Winifred peers. Her eyesight is not as good as it once was. She can make out the chestnut horse but not the figure.
‘You’re sure it’s him?’
Eleanor doesn’t answer, just starts to run up the hill back towards the convent. The nun catches her arm. There’s no way they’ll make it to safety in that direction. ‘Come with me,’ she says, and quickly discounting the nearby houses as possible hiding places, she pulls the girl towards the tavern. Eleanor trips as they scramble across the wet grass and clatter past two clucking hens, pecking the hard ground in the courtyard. The women burst through the door into an almost empty public room where a hefty-looking barmaid is rolling a keg into place. It’s early for there to be drinkers but a man by the ember-strewn grate sighs in his sleep, his dishevelled appearance indicating he’s been there all night. The air smells stale though somewhere there’s a pot of barley broth bubbling, its scent overlaying the hoppy remnants of last night.
‘Sister!’ the woman declares, clearly surprised for nuns do not normally frequent the hostelry.
‘We need to hide,’ Winifred gets out. ‘This girl,’ she pushes the maid ahead. Thom, after all, can identify Eleanor but as far as she knows, he has no idea who she is. In fact, now she thinks on it, she’d like to get a look at him. ‘I can pay,’ she adds, pulling three shillings from her pocket.

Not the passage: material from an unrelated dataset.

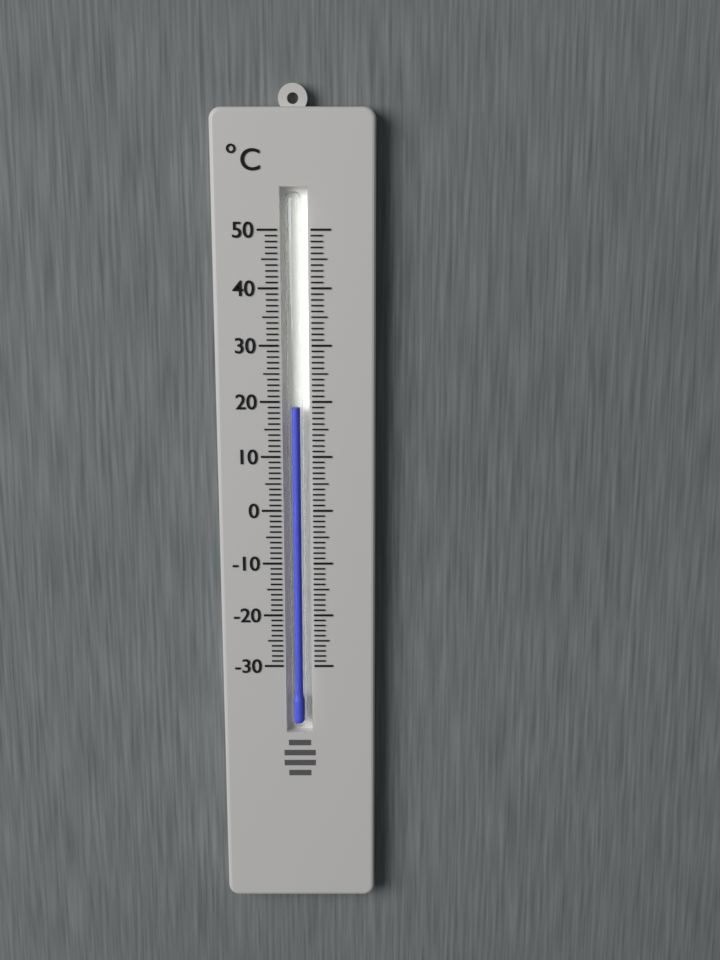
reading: 19 °C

Businesslike, the woman takes the money and thankfully asks no questions. Someone in her position, Winifred is sure, has seen many women fleeing menfolk. She puts out a hand to manoeuvre Eleanor away, her chunky arm as pink as pork.
‘Right,’ she says.
Winifred peers out of the small window beside the door. It’s dark in here, the daylight illuminating the scene like a light box. Thom is almost at the place they dug up Berenice’s clue, but he shows no sign of halting.
‘Stop,’ she calls, and Eleanor, not yet through the door, turns. She throws the golden box and Eleanor catches it cleanly. ‘Hide that,’ she instructs.
Eleanor lifts her skirt and sticks the box down her stocking, then disappears with the woman.
When Harry Thom bursts in, Winifred is next to the sleeping man by the half-dead fire. She’s taken up the fellow’s pipe, though the tobacco is only rough shag. At Glenfinlas Street in her youth Winifred used to smoke smooth Equatorial Mac Baron, imported at Leith. Now, despite the inferior flavour, she realises she’s missed the ritual of lighting up.
‘You harpy!’ Harry Thom explodes, his blood high from the chase. He’s been up all night, working his way through the clue he found at the castle. He’s written to the Grand Master already this morning, his excitement telling on the page.I am on the point of finding what they have hidden. What they seek,he said.But it’s an ominous kind of sisterhood. All these women.
Thom’s shouting prompts the man at the fireplace to wake and take in, with some surprise, the nun smoking next to him and, at the other side of the room, this furious gentleman.
‘I hope you don’t mind,’ Winifred addresses the fellow, lifting his pipe in the air.